SIPNOC 2013: Taking the Custom out of Customer

At the SIP Forum’s SIPNOC 2013 event in Herndon, Virginia, April 22-25 2013, Mark Lindsey from ECG will be explaining how VoIP Service Providers can engineer less to build better customer deployments.

Engineers live to build things, and solve new problems. But if every customer becomes an opportunity to design afresh, then no two customers will be alike. The service provider that prides itself on "custom tailored solutions" must realize that such flexibility requires engineering-level support for practically all troubleshooting, and engineering-level support for every single sale.

The alternative extreme is the Bellhead way: where no product is released until it is fully planned, engineered, tested, documented, and supported by trained workmen. This process of productization can take years. But the result is something known to work which can be applied repeatedly by lesser-skilled staff, or even automated.

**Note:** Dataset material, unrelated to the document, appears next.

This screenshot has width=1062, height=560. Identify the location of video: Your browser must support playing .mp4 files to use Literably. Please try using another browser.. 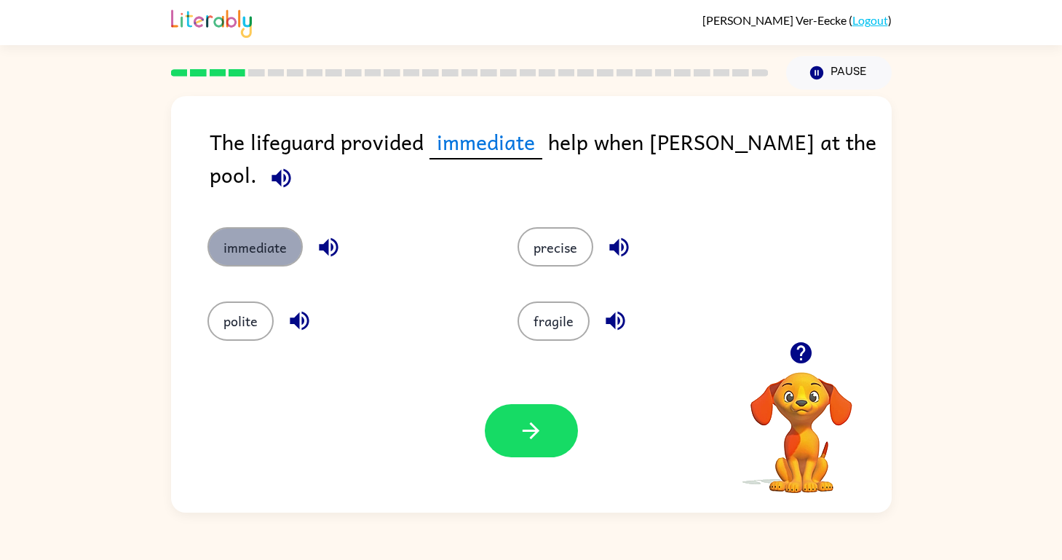
(802, 422).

This talk describes that great value in a middle way: where custom engineering is minimized, and standardized products are planned and reasonably tested before release or deployment with customers. The surprising advantage is that sales appears to become easier, and deployments less costly with reusable components and standardized network designs. Service providers with strict productization appear to expand much faster than those built solely on custom engineering. We give concrete examples of the kinds of productization we have seen in use that help VoIP Service Providers to improve their networks and support customers better.